Get all your news in one place.
100’s of premium titles.
One app.
Start reading
The Guardian - UK
The Guardian - UK
Sport
Andy Bull in Wellington

Sam Warburton’s return provides Lions with welcome injection of belief

Sam Warburton, right, and Leigh Halfpenny.
Sam Warburton, the British & Irish Lions captain, warms up with Leigh Halfpenny during training in Wellington. Photograph: David Rogers/Getty Images

Thirteen teams have been to take on New Zealand in the past eight years, between them they have played 47 games and won none. The prospectors who came in the 1860 gold rush got better returns than the rugby players who have made the trip lately. In this series the British & Irish Lions, outthought and outfought, 1-0 down with two Tests to play, find themselves in a position from which they have come back just once in the past 100 years. The 2017 tour is in the balance. They are a side who come together in a short time and, riven with natural divisions between men who spend the rest of their lives trying to beat each other, can fall apart more swiftly still. Hope is a precious commodity, expectation vanishingly rare.

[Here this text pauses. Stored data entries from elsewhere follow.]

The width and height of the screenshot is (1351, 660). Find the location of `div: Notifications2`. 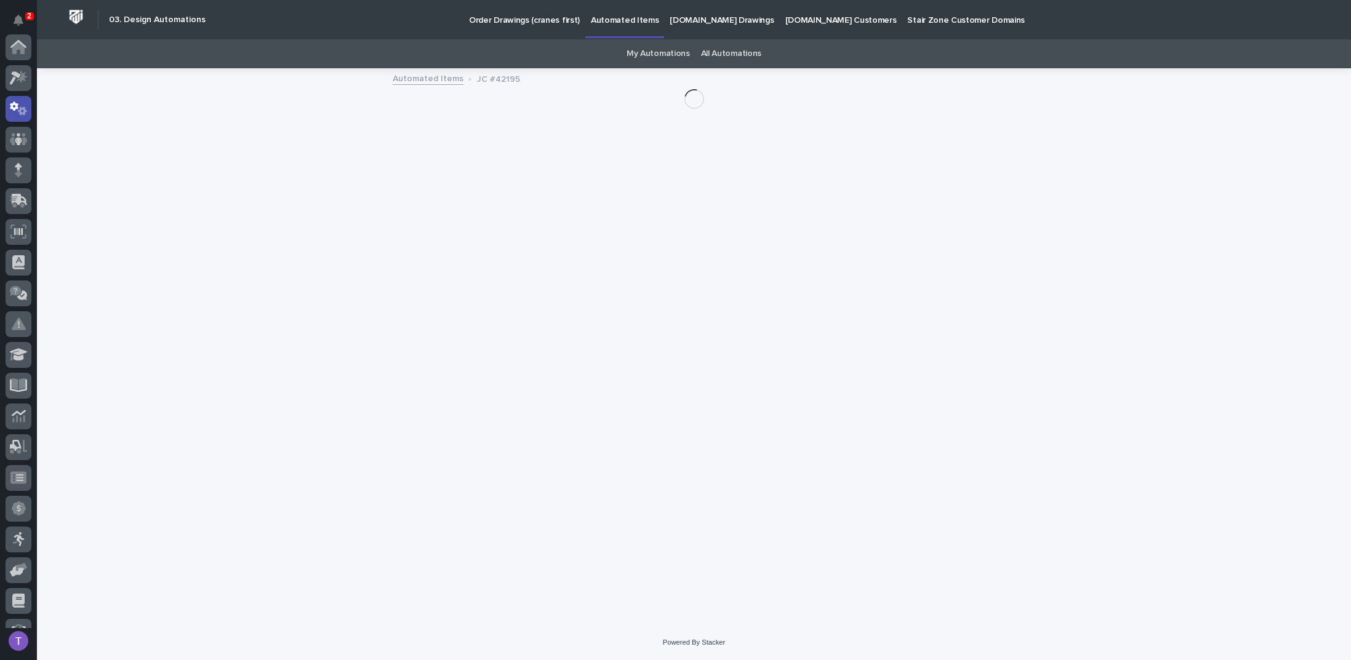

div: Notifications2 is located at coordinates (23, 25).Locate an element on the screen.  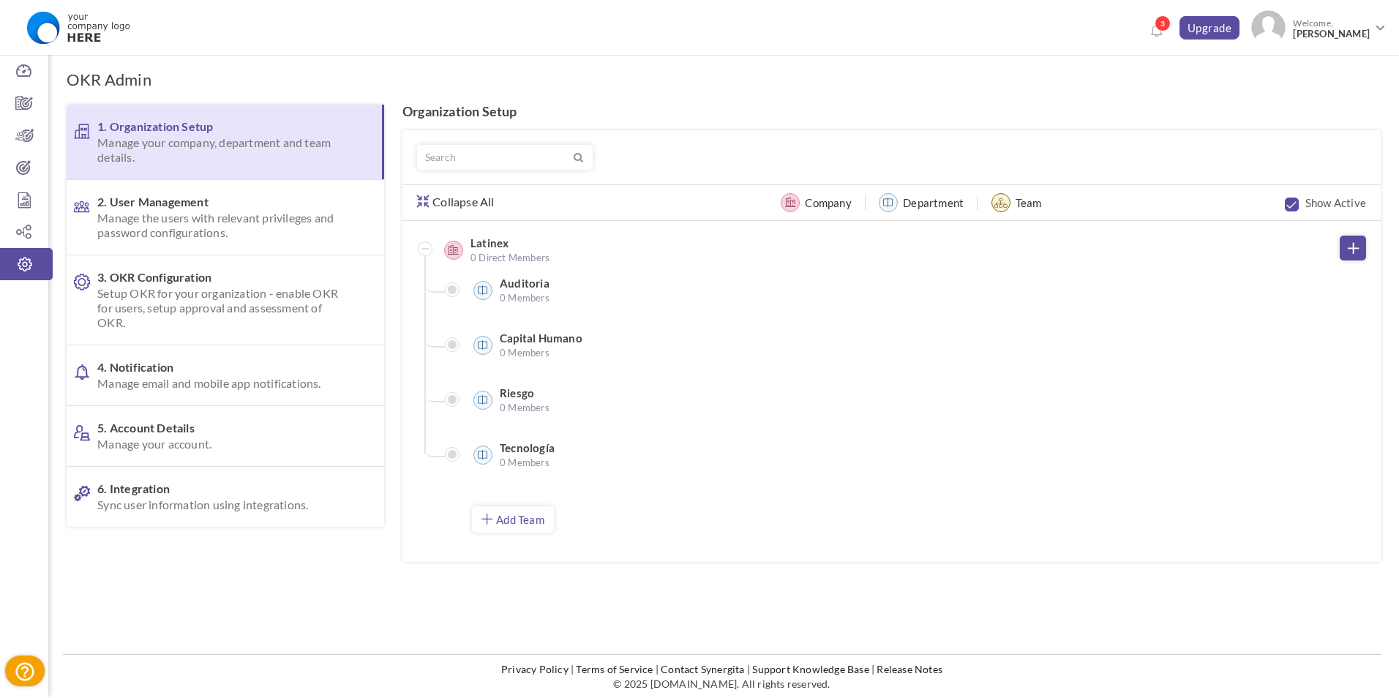
label: Latinex is located at coordinates (490, 243).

Sam Warburton was late for his press conference on Thursday because he was busy finishing a gym session. After he arrived, he achieved, in the space of a few minutes, something Warren Gatland had not quite managed in all the talks he has given this week. He convinced his audience that maybe, just maybe, the Lions really do have a shot at winning the second Test. Warburton has grown up to be a persuasive player, a man with the power to make people believe his team can succeed. Gatland picked him in the XV to help out at the breakdown, yes; but more than that, you guess, he realised that for this, the crucial match of the tour, he needed to back the man he originally chose to lead this team.

People believe Warburton because Warburton believes himself. There is not a man on this tour who cares about the Lions more. He has played for a lot of teams, for Cardiff Blues, Wales, and their under-18, under‑19, and under-20 teams. But there is only one shirt which he has had framed, mounted and put up on the wall. It is a British Lions jersey from the 2013 series. “That’s how much I think of the Lions,” he said. “It’s been the absolute pinnacle of my career. Every career highlight I have had has been in a Lions shirt. I still love playing for my club, Cardiff Blues, and for Wales, but the Lions is what it’s all about for me.”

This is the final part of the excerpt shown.